Oil prices rose on Thursday after Iran reportedly hit a container ship in the Strait of Hormuz, halting shipping traffic through the crucial waterway.
The price of Brent crude, the global oil benchmark, rose more than 2 percent to around $75 a barrel. West Texas Intermediate crude, the U.S. benchmark, also rose more than 2 percent, to around $72 a barrel.
Prices had fluctuated throughout the day, at one point reaching levels not seen since the start of the war with Iran.
Before the strike, traffic through the strait had increased steadily this week. On Wednesday, 78 vessels transited the waterway, making it “the busiest day since the war began,” according to S&P Global Energy. This represents 57 percent of pre-war daily volume.
The decline in oil prices had accelerated as efforts to clear a backlog of ships stuck in the Persian Gulf moved forward, easing concerns about supply disruptions. Still, Grace Zwemmer of Oxford Economics said in a report on supply chain stress that shipping through the Strait of Hormuz “remains more expensive and risky than before the war due to the potential presence of sea mines and high risk premiums.”
Falling energy prices “will drive freight rates down over time,” Zwemmer said, because fuel is typically the largest operating expense for ships. But not all freight rates will respond in the same way: tanker rates rose the fastest and subsequently moderated significantly, while container ship rates have only begun to rise more recently and may take longer to return to levels close to pre-war prices.
Gasoline prices in the United States, which do not move at the same pace as crude oil and generally lag a few days behind increases or declines, fell slightly on Thursday, to a national average of $3.92 a gallon, according to motor club AAA. Gasoline prices continue to rise more than 30 percent since the start of the war. The average price of diesel fell 2 cents to $4.96 on Thursday, a 32 percent increase since the start of the war.
In stock markets, the US S&P 500 closed the trading day relatively unchanged on Thursday. Strong results from U.S. chipmaker Micron Technology, released after the market closed on Wednesday, appeared to reignite enthusiasm for AI-related companies. The tech-heavy Nasdaq index was down about half a percent at the close.
In Asia, South Korea's KOSPI benchmark gained more than 6 percent, while Japan's Nikkei 225 rose 4.6 percent. Shares in Taiwan rose 0.5 percent. In Europe, the Stoxx 600, a broad index that tracks the region's largest companies, rose almost 1 percent, and the FTSE 100 in Britain rose more than 0.7 percent.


▶ _PROBLEM REQUIREMENTS_: Copy out, from the entries below, each line holding the string "with".
=== DATA SHOWN ===
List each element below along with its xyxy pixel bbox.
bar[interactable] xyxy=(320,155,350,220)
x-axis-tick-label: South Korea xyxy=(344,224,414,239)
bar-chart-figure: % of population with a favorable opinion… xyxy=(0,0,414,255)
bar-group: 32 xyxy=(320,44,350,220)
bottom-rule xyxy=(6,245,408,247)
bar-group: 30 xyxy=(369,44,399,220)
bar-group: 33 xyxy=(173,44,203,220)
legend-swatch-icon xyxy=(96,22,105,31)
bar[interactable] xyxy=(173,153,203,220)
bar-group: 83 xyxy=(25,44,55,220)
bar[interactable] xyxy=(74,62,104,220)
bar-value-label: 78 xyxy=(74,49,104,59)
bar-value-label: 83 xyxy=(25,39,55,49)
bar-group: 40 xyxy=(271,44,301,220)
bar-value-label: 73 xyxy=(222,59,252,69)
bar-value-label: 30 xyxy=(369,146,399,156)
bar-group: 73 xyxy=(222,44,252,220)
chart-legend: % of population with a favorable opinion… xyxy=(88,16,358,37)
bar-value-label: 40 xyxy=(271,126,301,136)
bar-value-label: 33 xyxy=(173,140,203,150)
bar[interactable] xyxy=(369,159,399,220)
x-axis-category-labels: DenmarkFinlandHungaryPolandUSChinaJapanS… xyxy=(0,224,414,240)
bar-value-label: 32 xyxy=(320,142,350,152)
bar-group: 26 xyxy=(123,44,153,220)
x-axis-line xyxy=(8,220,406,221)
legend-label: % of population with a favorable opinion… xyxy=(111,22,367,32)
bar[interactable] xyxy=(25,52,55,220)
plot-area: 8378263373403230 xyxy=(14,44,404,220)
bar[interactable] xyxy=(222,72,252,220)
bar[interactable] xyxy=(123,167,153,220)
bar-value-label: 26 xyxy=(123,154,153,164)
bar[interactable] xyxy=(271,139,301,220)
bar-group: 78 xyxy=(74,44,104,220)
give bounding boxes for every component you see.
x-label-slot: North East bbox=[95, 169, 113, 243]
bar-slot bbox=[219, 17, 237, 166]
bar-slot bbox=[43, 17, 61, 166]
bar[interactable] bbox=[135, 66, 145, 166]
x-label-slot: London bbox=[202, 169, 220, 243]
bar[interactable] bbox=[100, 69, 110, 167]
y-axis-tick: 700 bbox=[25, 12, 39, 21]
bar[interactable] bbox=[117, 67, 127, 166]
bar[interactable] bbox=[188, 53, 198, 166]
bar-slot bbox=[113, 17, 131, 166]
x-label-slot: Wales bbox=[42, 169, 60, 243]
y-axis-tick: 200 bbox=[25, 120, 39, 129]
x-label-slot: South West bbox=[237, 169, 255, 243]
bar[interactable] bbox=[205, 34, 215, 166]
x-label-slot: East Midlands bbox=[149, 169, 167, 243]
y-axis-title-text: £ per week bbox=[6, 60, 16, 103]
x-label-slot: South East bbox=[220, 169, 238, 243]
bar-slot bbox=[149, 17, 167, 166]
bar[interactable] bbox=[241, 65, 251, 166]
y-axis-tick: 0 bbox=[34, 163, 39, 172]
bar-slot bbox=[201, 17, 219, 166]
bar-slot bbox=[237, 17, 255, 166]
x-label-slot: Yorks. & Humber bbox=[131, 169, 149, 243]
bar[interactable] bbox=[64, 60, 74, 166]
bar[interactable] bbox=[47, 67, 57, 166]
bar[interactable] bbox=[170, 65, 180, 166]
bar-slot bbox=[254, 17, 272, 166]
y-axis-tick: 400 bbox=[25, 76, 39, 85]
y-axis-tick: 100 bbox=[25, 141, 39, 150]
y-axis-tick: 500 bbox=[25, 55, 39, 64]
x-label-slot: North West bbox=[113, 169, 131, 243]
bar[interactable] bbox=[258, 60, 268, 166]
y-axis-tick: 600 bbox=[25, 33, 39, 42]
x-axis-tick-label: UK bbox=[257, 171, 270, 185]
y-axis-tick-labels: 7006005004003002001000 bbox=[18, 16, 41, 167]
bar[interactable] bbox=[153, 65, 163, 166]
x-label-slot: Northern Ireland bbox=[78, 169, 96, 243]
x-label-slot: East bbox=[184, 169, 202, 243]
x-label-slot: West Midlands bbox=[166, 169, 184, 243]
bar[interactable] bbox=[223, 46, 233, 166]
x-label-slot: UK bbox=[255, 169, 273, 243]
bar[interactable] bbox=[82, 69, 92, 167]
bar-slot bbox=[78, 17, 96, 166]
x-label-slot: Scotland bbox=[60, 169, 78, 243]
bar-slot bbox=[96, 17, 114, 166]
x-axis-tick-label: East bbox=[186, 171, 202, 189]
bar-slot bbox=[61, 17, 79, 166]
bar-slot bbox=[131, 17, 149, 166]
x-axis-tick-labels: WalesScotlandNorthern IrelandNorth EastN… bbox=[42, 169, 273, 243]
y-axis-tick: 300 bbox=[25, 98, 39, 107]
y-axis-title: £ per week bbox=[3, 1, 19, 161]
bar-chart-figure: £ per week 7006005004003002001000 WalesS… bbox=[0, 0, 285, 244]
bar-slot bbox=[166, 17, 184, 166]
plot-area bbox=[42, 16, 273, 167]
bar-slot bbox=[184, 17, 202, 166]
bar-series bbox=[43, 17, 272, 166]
===
▶ _SOLVED EXERCISE_:
List each element below along with its xyxy pixel bbox.
bar-chart-figure: % of population with a favorable opinion… xyxy=(0,0,414,255)
chart-legend: % of population with a favorable opinion… xyxy=(88,16,358,37)
legend-label: % of population with a favorable opinion… xyxy=(111,22,367,32)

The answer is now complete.